Any attempt at reconstruction post-Trump would be incomplete without making strict changes to the Supreme Court. The Court’s current structure allows it to act with total impunity, given that judges serve lifelong terms and the impeachment system is arguably broken. Democrats can and should argue for expanding the number of justices—which can be done through mere legislation, as the Constitution says nothing about how many justices serve on the Court—and for imposing term limits on justices.
Given that there are 13 circuits (11 regional circuits, the D.C. Circuit and the Federal Circuit), Democrats could propose legislation requiring one Supreme Court justice for each federal circuit, to be expanded whenever new circuits are added. There’s also a case to be made for expanding the number of federal circuits, and adding new district courts within each circuit given the massive backlog of cases overwhelming the federal judiciary.
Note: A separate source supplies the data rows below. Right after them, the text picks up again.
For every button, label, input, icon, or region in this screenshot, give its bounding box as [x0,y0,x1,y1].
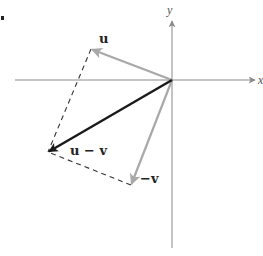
vector-neg-v-arrow [132,80,173,184]
vector-u-minus-v-arrow [49,80,172,152]
vector-diagram: x y u −v u − v [0,0,263,256]
dashed-edge-u-to-diff [48,49,91,152]
vector-u-minus-v-label: u − v [70,143,107,158]
x-axis-label: x [257,73,263,87]
vector-u-arrow [92,50,172,81]
vector-neg-v-label: −v [140,171,159,186]
vector-u-label: u [99,31,108,46]
corner-dot [1,16,4,20]
y-axis-label: y [166,3,173,17]
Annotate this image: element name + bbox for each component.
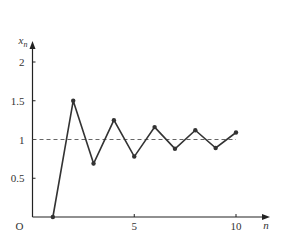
data-point <box>213 146 217 150</box>
series-line <box>53 101 236 217</box>
data-point <box>173 147 177 151</box>
y-tick-label: 1.5 <box>11 95 25 107</box>
y-tick-label: 2 <box>19 56 25 68</box>
chart: 5100.511.52Onxn <box>0 0 282 241</box>
origin-label: O <box>16 220 24 232</box>
data-point <box>234 130 238 134</box>
data-series <box>51 99 239 220</box>
data-point <box>51 215 55 219</box>
y-axis-label: xn <box>18 34 28 49</box>
x-axis-label: n <box>263 219 269 231</box>
data-point <box>91 161 95 165</box>
data-point <box>112 118 116 122</box>
y-tick-label: 0.5 <box>11 172 25 184</box>
y-axis-arrow-icon <box>30 41 36 49</box>
data-point <box>152 125 156 129</box>
y-axis-label-subscript: n <box>23 40 27 49</box>
axes <box>30 41 271 220</box>
x-tick-label: 5 <box>132 220 138 232</box>
data-point <box>193 128 197 132</box>
y-tick-label: 1 <box>19 134 25 146</box>
axis-labels: 5100.511.52Onxn <box>11 34 270 232</box>
data-point <box>71 99 75 103</box>
x-tick-label: 10 <box>231 220 243 232</box>
data-point <box>132 154 136 158</box>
Democrats running in both 2026 and 2028 should be pressured repeatedly on how they plan to enforce the laws of the United States when they are broken, and how they plan to rein in an increasingly rogue Supreme Court. How far the Democrats ultimately go in providing justice and accountability depends entirely on how much the American people push them. But America can’t afford a half-hearted response to our current Constitutional crisis, and the people should wholly reject any candidate who won’t make bold promises to bring this lawless administration to justice.